I'm a fairly new user in Bash and Git in general and I'm scratching my head about what the problem could be. I'm creating a code that checks if .gitconfig exists and if it doesn't it allows you to configure it almost automatically using a read command to get your email and username and apply them in a line of code.
Code example:
#!/bin/bash
# colors
RED='\033[0;31m'
GREEN='\033[0;32m'
YELLOW='\033[1;33m'
NO_COLOR='\033[0m'
# function git
git () {
printf "${RED}Set your Git email\n${NO_COLOR}"
read GIT_AUTHOR_EMAIL
git config --global user.email "$GIT_AUTHOR_EMAIL"
printf "${RED}Set your Git username\n${NO_COLOR}"
read GIT_AUTHOR_USERNAME
git config --global user.name "$GIT_AUTHOR_USERNAME"
git config --list | grep user.email && git config --list | grep user.name
}
# git check & configuration
if [ -f ".gitconfig" ]; then
printf "${YELLOW}Git was previously configured\n${NO_COLOR}"
exit
else
git
printf "${YELLOW}Done\n${NO_COLOR}"
exit
fi
If it doesn't exist, it calls a function to configure it but after some quick debugging using the set -x
command I figured out the file .gitconfig is not created at all but it does when I do it myself outside a function. All it does is go back to read GIT_AUTHOR_EMAIL
, apply the code git config --global user.email "$GIT_AUTHOR_EMAIL"

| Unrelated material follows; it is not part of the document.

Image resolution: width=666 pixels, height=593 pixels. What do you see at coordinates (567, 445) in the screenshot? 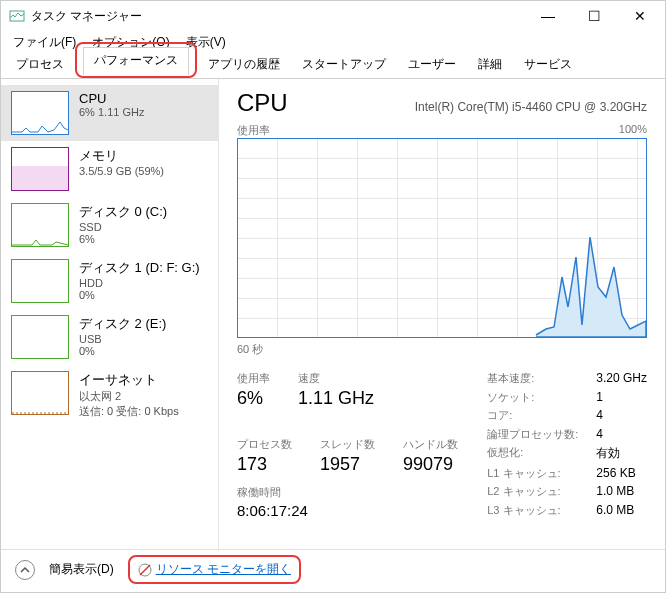
I see `cpu-info: 基本速度:3.20 GHz ソケット:1 コア:4 論理プロセッサ数:4 仮想化…` at bounding box center [567, 445].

and go back to the first read command. I want the code to check for .gitconfig and if it exists it'll also ask if the user wants to re-configure their Git details. I'm super close on doing so.

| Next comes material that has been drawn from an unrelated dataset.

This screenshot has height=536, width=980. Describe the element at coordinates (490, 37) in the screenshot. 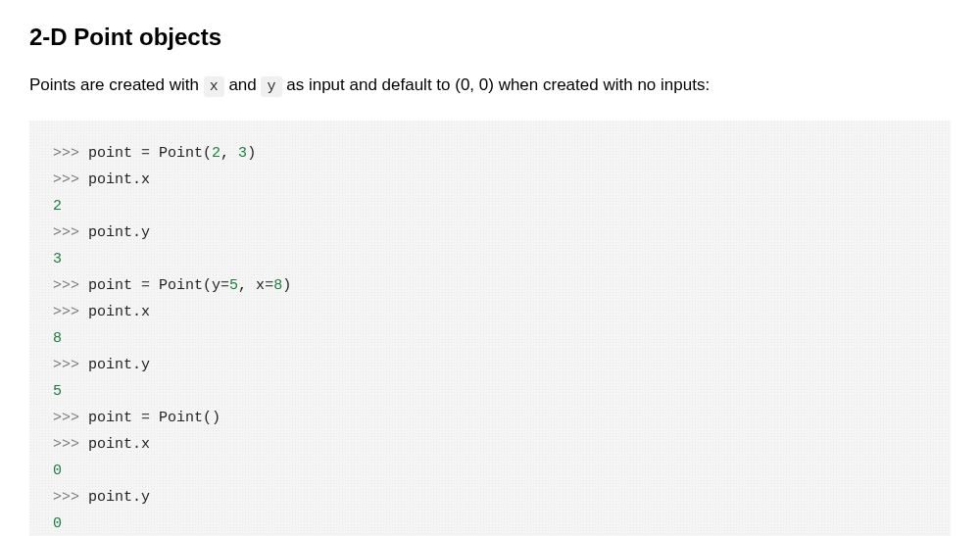

I see `section-heading: 2-D Point objects` at that location.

Is there any way I can fix it or do it another way?
Once you've defined the function git
, any invocation of the name git
in that shell process will refer to that shell function. If you'd like to invoke the program git
, then you need to prefix it with the built-in command
:
command git config --global user.name "$GIT_AUTHOR_USERNAME"
If it wasn't your intention to override the git
command, then you probably want to name your shell function differently, which avoids the problem altogether.